DavidWarrenOnline
NEWSPAPER COLUMNS

SUNDAY SPECTATOR
June 25, 2006
Conviver
This is the weekend when we traditionally celebrate the birth of St John the Baptist -- especially if we are in Quebec. He was the Precursor, “filled with the Holy Ghost even from his mother's womb," and the pageant of his Nativity comes down to us through the Middle Ages, as the midsummer echo of Christmas. Here is a day on which a saint’s birth is celebrated, not his death. (St John’s beheading for the pleasure of Herodias is a separate commemoration, August 29th.)

In the 1630s, our French precursors began lighting St John’s fires, on the banks of the St Lawrence, reviving the custom of their own ancestors, going back perhaps even behind Christendom to the pagan celebrations of the solstice in Gaul. The king lit this fire, in Paris.

Canada and St-Jean-Baptiste are of a piece; both of us children of aged parents; he of Zachary and Elizabeth; we of Britain and France.

Calixa Lavallée's national song, “O Canada”, was written for the Quebec celebrations of St-Jean-Baptiste in 1880. I love the original words, by Judge Routhier, more Catholic than nationalist. It is unfortunate the thing became caught up in politics, till we had Parliament actually tampering with the words. For it was a song that belonged to the people, not to the politicians. The reader must remember that the French fathers of our nation came bearing the standard of the Christian faith to a New World. Our children are taught, in the schools today, to despise their accomplishment and the heritage they bestowed; but it was through them that Canada came into being, “filled with the spirit from the womb”.
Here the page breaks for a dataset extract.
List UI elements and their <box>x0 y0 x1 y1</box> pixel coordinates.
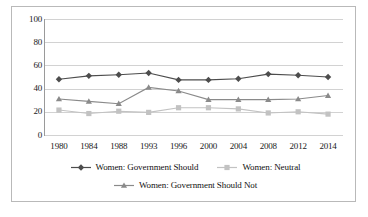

Read, when you can, the Jesuit Relations -- from which I learned about our first St John’s fires -- to know what real nobility is, and self-sacrifice. The courage and audacity of these men is astounding; but also, their gentleness and learning. They had no doubt that they were preaching Love -- a manly, tough, but protective love, and for the salvation alike of colonist and savage. They knew that without this Love, founded in Christ’s, no conquest could avail them.

And to the Canada that grew from the St Lawrence, and spread her arms from Atlantic to Pacific (“and he shall have dominion from sea to sea, and from the river unto the ends of the earth”), Quebec had, until so recently in her history, a religious calling. She it was who imagined herself bringing Christian redemption to the Canadian wild. It was she who laid the foundations of our Church.

Much has been said, and much can reasonably be said, against the claustrophobic order of old Quebec; against a Catholic Church too jealous of her worldly powers, that held her, perhaps, in an embrace too tight. Yet much of the complaint is also specious. Men changed, and no longer wanted God; were called to the attractions of mammon instead. Having no patience to reform, they destroyed. A society built around the Gospel message of eternal life, and answering to the deepest call of human need, went looking instead for the quicker pay-offs of politics and business. Outwardly, the province became rich and fat -- got hot running water, and video games. But in the words of our forgotten master, “What advantage is it to a man, who gains the whole world and loses his soul?” Or again, where he says: “They have their reward.”

French Canada today is, perhaps even more than the rest of the country, a dry, postmodern spiritual wasteland, from which the warmth of religion and family, the humility and chastity of generations past, the poignant continuities of life, have been bled. The beauty of her architecture and material culture has been smashed and scarred; the delight of her hymns and songs and dances; even the poetry in the toé and moé of the old Joual. No piety remains in La Fête de la St-Jean. We have, as elsewhere through the West, the spectacle of a people outwardly prospering and “progressive”, but with no future and nothing to live for. You knew the old Quebec by the joyful voices of her children. From the new Quebec, they are gone.

The old hypocrisies are replaced by the new, the old corruptions by the new corruptions, but I cannot believe in the large view of things that French Canada has gained by her deconsecration. Or that she could not now gain by re-consecrating to her old mission: “Je me souviens.”